10 Very Faint Threshold of good hearing

0 Threshold of excellent youthful hearing

TRANSITION FROM ANALOG TO DIGITAL BROADCASTING


The principles of digital broadcasting
- Digitization allows video, audio and text information to be compressed for more
efficient transmission
- Digital media put more control in the hands of the consumers than older analog media
do
- Greater media choice and easy access for consumers is the driving force of digital
convergence

Simply put, digital recording and digital signal transmission are better and more efficient that
analog. They are faster, easier and give you more for less. In the electronic media industry, the
transition from analog to digital has gone in different paces.
- In acquisition and production, the transition is almost complete
- In distribution, the transition has lagged behind.
Compression makes digital broadcasting possible.
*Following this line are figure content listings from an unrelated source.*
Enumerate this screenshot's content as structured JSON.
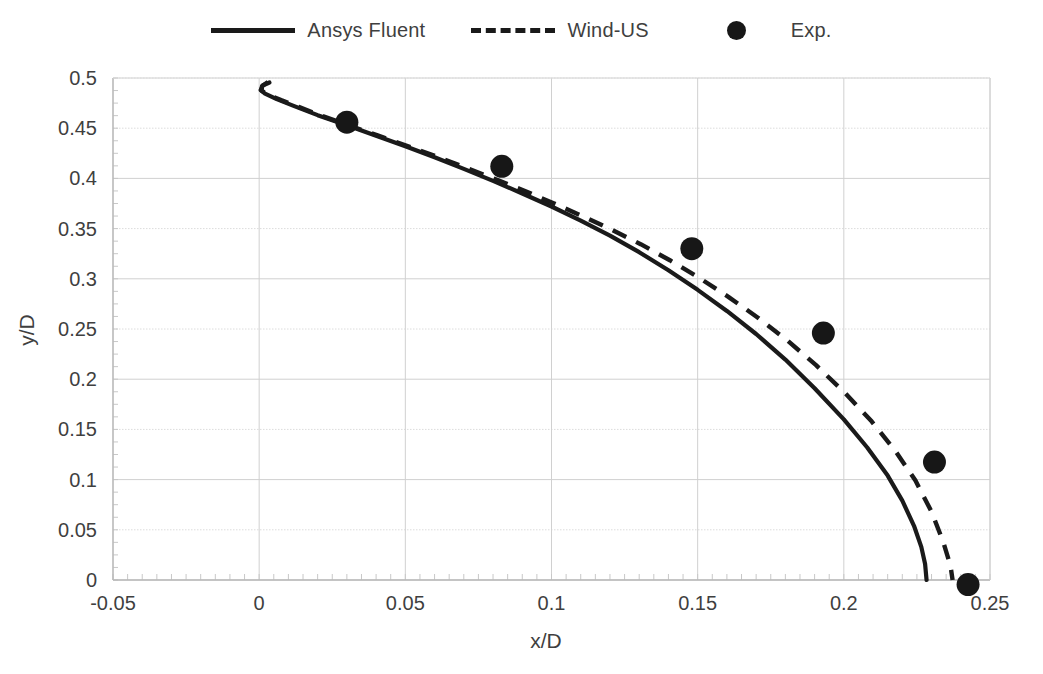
{
  "chart_data": {
    "type": "line",
    "title": "",
    "xlabel": "x/D",
    "ylabel": "y/D",
    "xlim": [
      -0.05,
      0.25
    ],
    "ylim": [
      0,
      0.5
    ],
    "xticks": [
      "-0.05",
      "0",
      "0.05",
      "0.1",
      "0.15",
      "0.2",
      "0.25"
    ],
    "xtick_values": [
      -0.05,
      0,
      0.05,
      0.1,
      0.15,
      0.2,
      0.25
    ],
    "yticks": [
      "0",
      "0.05",
      "0.1",
      "0.15",
      "0.2",
      "0.25",
      "0.3",
      "0.35",
      "0.4",
      "0.45",
      "0.5"
    ],
    "ytick_values": [
      0,
      0.05,
      0.1,
      0.15,
      0.2,
      0.25,
      0.3,
      0.35,
      0.4,
      0.45,
      0.5
    ],
    "grid": true,
    "legend_position": "top-center",
    "series": [
      {
        "name": "Ansys Fluent",
        "style": "solid",
        "color": "#1a1a1a",
        "points": [
          [
            0.0035,
            0.4955
          ],
          [
            0.0012,
            0.4925
          ],
          [
            0.0005,
            0.488
          ],
          [
            0.002,
            0.4845
          ],
          [
            0.006,
            0.479
          ],
          [
            0.012,
            0.472
          ],
          [
            0.02,
            0.463
          ],
          [
            0.03,
            0.453
          ],
          [
            0.04,
            0.4425
          ],
          [
            0.05,
            0.432
          ],
          [
            0.06,
            0.421
          ],
          [
            0.07,
            0.4095
          ],
          [
            0.08,
            0.3975
          ],
          [
            0.09,
            0.385
          ],
          [
            0.1,
            0.372
          ],
          [
            0.11,
            0.358
          ],
          [
            0.12,
            0.343
          ],
          [
            0.13,
            0.3265
          ],
          [
            0.14,
            0.3085
          ],
          [
            0.15,
            0.289
          ],
          [
            0.16,
            0.268
          ],
          [
            0.17,
            0.245
          ],
          [
            0.18,
            0.2195
          ],
          [
            0.19,
            0.191
          ],
          [
            0.2,
            0.16
          ],
          [
            0.208,
            0.132
          ],
          [
            0.215,
            0.104
          ],
          [
            0.22,
            0.079
          ],
          [
            0.224,
            0.054
          ],
          [
            0.2265,
            0.033
          ],
          [
            0.2278,
            0.016
          ],
          [
            0.2283,
            0.0
          ]
        ]
      },
      {
        "name": "Wind-US",
        "style": "dashed",
        "color": "#1a1a1a",
        "points": [
          [
            0.003,
            0.496
          ],
          [
            0.001,
            0.492
          ],
          [
            0.0008,
            0.4875
          ],
          [
            0.003,
            0.4835
          ],
          [
            0.0075,
            0.478
          ],
          [
            0.0135,
            0.4712
          ],
          [
            0.021,
            0.4628
          ],
          [
            0.0305,
            0.453
          ],
          [
            0.0405,
            0.4428
          ],
          [
            0.0505,
            0.4325
          ],
          [
            0.0605,
            0.422
          ],
          [
            0.0705,
            0.411
          ],
          [
            0.0805,
            0.3995
          ],
          [
            0.0905,
            0.388
          ],
          [
            0.1005,
            0.3755
          ],
          [
            0.1105,
            0.3625
          ],
          [
            0.1205,
            0.349
          ],
          [
            0.1305,
            0.3345
          ],
          [
            0.1405,
            0.3185
          ],
          [
            0.1505,
            0.301
          ],
          [
            0.1605,
            0.282
          ],
          [
            0.1705,
            0.2615
          ],
          [
            0.1805,
            0.239
          ],
          [
            0.1905,
            0.214
          ],
          [
            0.2005,
            0.186
          ],
          [
            0.2095,
            0.158
          ],
          [
            0.2175,
            0.129
          ],
          [
            0.2245,
            0.099
          ],
          [
            0.23,
            0.068
          ],
          [
            0.234,
            0.038
          ],
          [
            0.2365,
            0.014
          ],
          [
            0.2372,
            0.0
          ]
        ]
      }
    ],
    "scatter": {
      "name": "Exp.",
      "marker": "circle",
      "color": "#171717",
      "points": [
        [
          0.03,
          0.456
        ],
        [
          0.083,
          0.412
        ],
        [
          0.148,
          0.33
        ],
        [
          0.193,
          0.246
        ],
        [
          0.231,
          0.1175
        ],
        [
          0.2425,
          -0.0045
        ]
      ]
    }
  },
  "legend": {
    "items": [
      {
        "label": "Ansys Fluent",
        "swatch": "solid-line-swatch"
      },
      {
        "label": "Wind-US",
        "swatch": "dashed-line-swatch"
      },
      {
        "label": "Exp.",
        "swatch": "circle-marker-swatch"
      }
    ]
  }
}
Compression is necessary for efficient
coding of video data in video file formats to facilitate distribution of such video signals in a
more efficient manner
- Compression is a conversion of data to a format that requires fewer bits, usually
performed so that the data can be stored or transmitted more efficiently.
- The most popular compression format used in digital broadcasting is the MPEG or
Motion Picture Experts Group.
- MPEG 1 is the initial video and audio compression standard and is used for VHS quality
compression and also MP3 Compression for Audio
- MPEG 2 & 3 is a compression standard for broadcast quality television and is used for
DVDs and over the air ATSC, including HDTV, Digital Cable and Digital Satellite
Broadcasting
- MPEG 4 is the compression standard used for streaming video, internet delivered video
and Wireless Application Procedure (WAP) video.